The grisly murder of a Red Cross worker and a video showing a US hostage pleading for his life highlight a perilous security situation in Pakistan that aid groups say is endangering their work.
Humanitarian organizations are reviewing operations in Pakistan after the killing of Khalil Dale, whose decapitated body was found on April 29, four months after he was abducted in Quetta, the capital of the southwestern province of Baluchistan.
The murder of the 60-year-old British convert to Islam sent shockwaves through the aid community, particularly as his employer, the International Committee of the Red Cross (ICRC), has a reputation for neutrality that allows it to work safely even in the most hostile situations.
Aid groups spend millions of US dollars on helping millions of Pakistanis, yet attacks on their staff are increasing, according to the Pakistan Humanitarian Forum (PHF), which represents nearly 50 international organizations.
Since 2009, at least 19 aid workers have been murdered and more than 20 abducted across Pakistan by militants and criminals, the forum said.
“This trend of increased targeting of humanitarian aid organizations and personnel will further impede the ability of humanitarian agencies to provide life-saving and life-enhancing support to the most vulnerable population,” the forum said.
According to the forum, at the end of last year there were more than 200 foreigners and 10,000 locals working in Pakistan for international aid organizations under its aegis.

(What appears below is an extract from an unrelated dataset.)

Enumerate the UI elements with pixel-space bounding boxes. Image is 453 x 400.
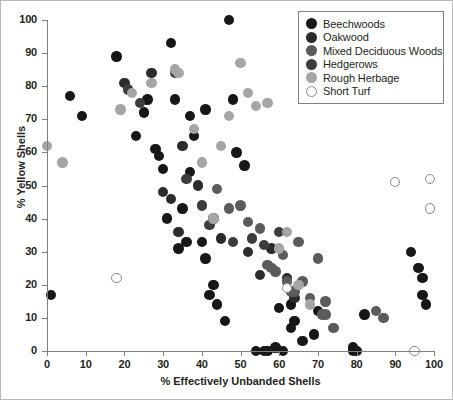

The ICRC is not part of the forum.
On Sunday a video emerged of kidnapped US development worker Warren Weinstein urging US President Barack Obama to agree to his abductors’ demands.
The 70-year-old was snatched after gunmen tricked their way into his Lahore home in August last year and Pakistani officials believe he is being held by al-Qaeda and Taliban extremists in Pakistan’s lawless northwest.
The kidnapping of Weinstein in Lahore, and an Italian and German in Multan — both cities previously regarded as relatively safe — has further rattled the nerves of non-government organizations (NGO).
“We have really tightened up our security. For Islamabad our security guy says the risk is still low, but kidnappings are increasing and from places like Multan — we never would have expected that,” an official with one major Western aid group said.
Many in the aid community have been deeply critical of the CIA’s decision to run a fake vaccination program in a bid to identify former al-Qaeda leader Osama bin Laden in the run up to his killing in May last year, saying the link with espionage had endangered aid workers.
Pakistan arrested the doctor recruited by the CIA to run the program, but bin Laden’s death in Pakistan ignited a wave of restrictions on foreigners across the country, limiting their movements and restricting visas.
A staff member with another international NGO said that although most aid workers accepted that a certain level of danger was part of the job, the ICRC’s reputation made the Dale case all the more shocking.
Senior ICRC officials from Geneva traveled to Pakistan after Dale’s murder to meet authorities and review the organization’s presence in the country.
A few days before Dale’s abduction, the ICRC had already said it was planning to scale back its presence in Pakistan.
One option being considered, the source said, was to cut ICRC operations back to their level before a 2005 earthquake in Kashmir that killed more than 75,000 people.
That would leave just five expatriate staff in Islamabad and a hospital in Peshawar, down from about 100 foreigners at the start of this year.